Merchant statement review

How to read a merchant processing statement without getting buried in fee jargon.

To read a merchant processing statement, start with total card sales, total processing fees, transaction count, monthly fees, interchange charges, assessments, processor markup, and incidental fees. Then divide total fees by total card sales to estimate your effective rate. That number is useful, but it does not tell the whole story without context.

Review-first boundary

HMG reviews actual statements and payment workflows before making claims about savings, switching, or processor fit.

Useful input

A recent merchant statement and a short note about how customers pay today usually gives the review enough context to start.

What to review before making a payment processor decision.

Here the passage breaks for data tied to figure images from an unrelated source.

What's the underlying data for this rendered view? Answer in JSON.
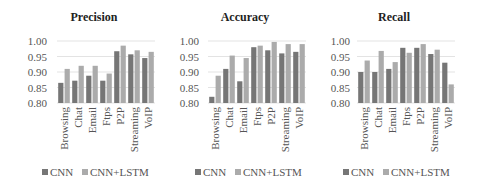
{
  "chart_data": [
    {
      "type": "bar",
      "title": "Precision",
      "xlabel": "",
      "ylabel": "",
      "categories": [
        "Browsing",
        "Chat",
        "Email",
        "Ftps",
        "P2P",
        "Streaming",
        "VoIP"
      ],
      "series": [
        {
          "name": "CNN",
          "values": [
            0.865,
            0.872,
            0.888,
            0.872,
            0.967,
            0.957,
            0.945
          ]
        },
        {
          "name": "CNN+LSTM",
          "values": [
            0.91,
            0.92,
            0.92,
            0.895,
            0.985,
            0.97,
            0.965
          ]
        }
      ],
      "ylim": [
        0.8,
        1.0
      ],
      "yticks": [
        "0.80",
        "0.85",
        "0.90",
        "0.95",
        "1.00"
      ],
      "grid": true,
      "legend": "bottom"
    },
    {
      "type": "bar",
      "title": "Accuracy",
      "xlabel": "",
      "ylabel": "",
      "categories": [
        "Browsing",
        "Chat",
        "Email",
        "Ftps",
        "P2P",
        "Streaming",
        "VoIP"
      ],
      "series": [
        {
          "name": "CNN",
          "values": [
            0.82,
            0.91,
            0.87,
            0.98,
            0.97,
            0.96,
            0.965
          ]
        },
        {
          "name": "CNN+LSTM",
          "values": [
            0.888,
            0.953,
            0.945,
            0.985,
            0.997,
            0.99,
            0.99
          ]
        }
      ],
      "ylim": [
        0.8,
        1.0
      ],
      "yticks": [
        "0.80",
        "0.85",
        "0.90",
        "0.95",
        "1.00"
      ],
      "grid": true,
      "legend": "bottom"
    },
    {
      "type": "bar",
      "title": "Recall",
      "xlabel": "",
      "ylabel": "",
      "categories": [
        "Browsing",
        "Chat",
        "Email",
        "Ftps",
        "P2P",
        "Streaming",
        "VoIP"
      ],
      "series": [
        {
          "name": "CNN",
          "values": [
            0.9,
            0.9,
            0.91,
            0.978,
            0.978,
            0.958,
            0.93
          ]
        },
        {
          "name": "CNN+LSTM",
          "values": [
            0.937,
            0.968,
            0.932,
            0.962,
            0.99,
            0.972,
            0.86
          ]
        }
      ],
      "ylim": [
        0.8,
        1.0
      ],
      "yticks": [
        "0.80",
        "0.85",
        "0.90",
        "0.95",
        "1.00"
      ],
      "grid": true,
      "legend": "bottom"
    }
  ],
  "colors": {
    "CNN": "#767676",
    "CNN+LSTM": "#ababab"
  }
}
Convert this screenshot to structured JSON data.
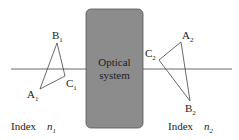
{
  "diagram": {
    "colors": {
      "box_fill": "#8c8c8c",
      "box_stroke": "#555555",
      "line": "#444444"
    },
    "box": {
      "line1": "Optical",
      "line2": "system"
    },
    "object": {
      "points": {
        "A": "A",
        "B": "B",
        "C": "C"
      },
      "subscript": "1",
      "index_label": "Index",
      "index_symbol": "n",
      "index_sub": "1"
    },
    "image": {
      "points": {
        "A": "A",
        "B": "B",
        "C": "C"
      },
      "subscript": "2",
      "index_label": "Index",
      "index_symbol": "n",
      "index_sub": "2"
    }
  }
}
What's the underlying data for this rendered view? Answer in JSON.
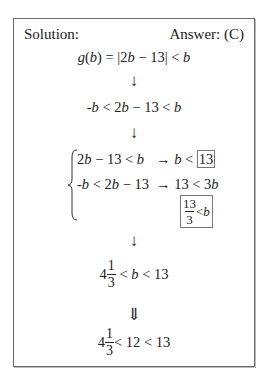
{
  "header": {
    "solution_label": "Solution:",
    "answer_label": "Answer: (C)"
  },
  "steps": {
    "step1": {
      "lhs": "g(b) = |2b − 13| < b"
    },
    "arrow1": "↓",
    "step2": "-b < 2b − 13 < b",
    "arrow2": "↓",
    "system": {
      "row1": {
        "left": "2b − 13 < b",
        "arrow": "→",
        "result_prefix": "b <",
        "result_boxed": "13"
      },
      "row2": {
        "left": "-b < 2b − 13",
        "arrow": "→",
        "result": "13 < 3b"
      },
      "row3": {
        "boxed_num": "13",
        "boxed_den": "3",
        "boxed_tail": "<b"
      }
    },
    "arrow3": "↓",
    "step4": {
      "whole": "4",
      "num": "1",
      "den": "3",
      "tail": "< b < 13"
    },
    "arrow4": "⇓",
    "step5": {
      "whole": "4",
      "num": "1",
      "den": "3",
      "tail": "< 12 < 13"
    }
  }
}
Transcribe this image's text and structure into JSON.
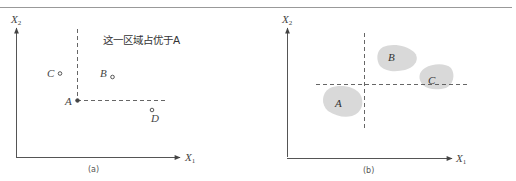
{
  "figure": {
    "panel_a": {
      "caption": "(a)",
      "axis_x_label": "X",
      "axis_x_sub": "1",
      "axis_y_label": "X",
      "axis_y_sub": "2",
      "annotation": "这一区域占优于A",
      "points": [
        {
          "label": "A",
          "x": 77,
          "y": 100,
          "style": "filled-reference"
        },
        {
          "label": "B",
          "x": 112,
          "y": 77,
          "style": "open-circle"
        },
        {
          "label": "C",
          "x": 60,
          "y": 74,
          "style": "open-circle"
        },
        {
          "label": "D",
          "x": 152,
          "y": 110,
          "style": "open-circle"
        }
      ]
    },
    "panel_b": {
      "caption": "(b)",
      "axis_x_label": "X",
      "axis_x_sub": "1",
      "axis_y_label": "X",
      "axis_y_sub": "2",
      "regions": [
        {
          "label": "A",
          "fill": "#d9d9d9"
        },
        {
          "label": "B",
          "fill": "#d9d9d9"
        },
        {
          "label": "C",
          "fill": "#d9d9d9"
        }
      ]
    },
    "colors": {
      "axis": "#555555",
      "dashed": "#555555",
      "region_fill": "#d9d9d9",
      "rule": "#999999"
    }
  }
}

Use this as a practical starting point. It is not a guarantee that a different provider is better.

What to find first

Look for the statement period, total volume, number of transactions, total fees, deposits, chargebacks, and any monthly or annual charges. These numbers create the baseline before you compare rates or consider switching providers.

Calculate the effective rate

Effective rate is a simple starting point: total processing fees divided by total card sales. It should not be used alone because business type, card mix, transaction size, keyed payments, rewards cards, chargebacks, and payment method mix can all affect the result.

Separate unavoidable costs from processor markup

Most statements include interchange, card-brand assessments, and processor fees. Interchange and assessments are largely pass-through costs. Processor markup is where pricing and provider fit usually need closer review.

Fees to flag
  • Monthly minimums
  • PCI non-compliance fees
  • Statement fees
  • Batch fees
  • Annual fees
  • Chargeback fees
  • AVS fees
  • Gateway fees
  • Early termination fees
  • Equipment lease charges
When to request help

Request a review when the statement is unclear, fees have increased, deposits are hard to reconcile, support is weak, or you are considering a new processor quote.

Common questions before requesting a review.

What is the most important number on a merchant statement?

The effective rate is a useful starting point, but it needs context. Total fees, sales volume, card mix, and processor markup all matter.

Can I tell from one statement if I am overpaying?

Sometimes there are obvious red flags, but a fair review should look at the full statement and your payment workflow before making a claim.

Should I switch processors if my rate looks high?

Not automatically. First compare the statement, contract terms, support, integrations, and workflow impact.

What should I send HMG for a review?

Send a recent processing statement and a short description of how you accept payments today.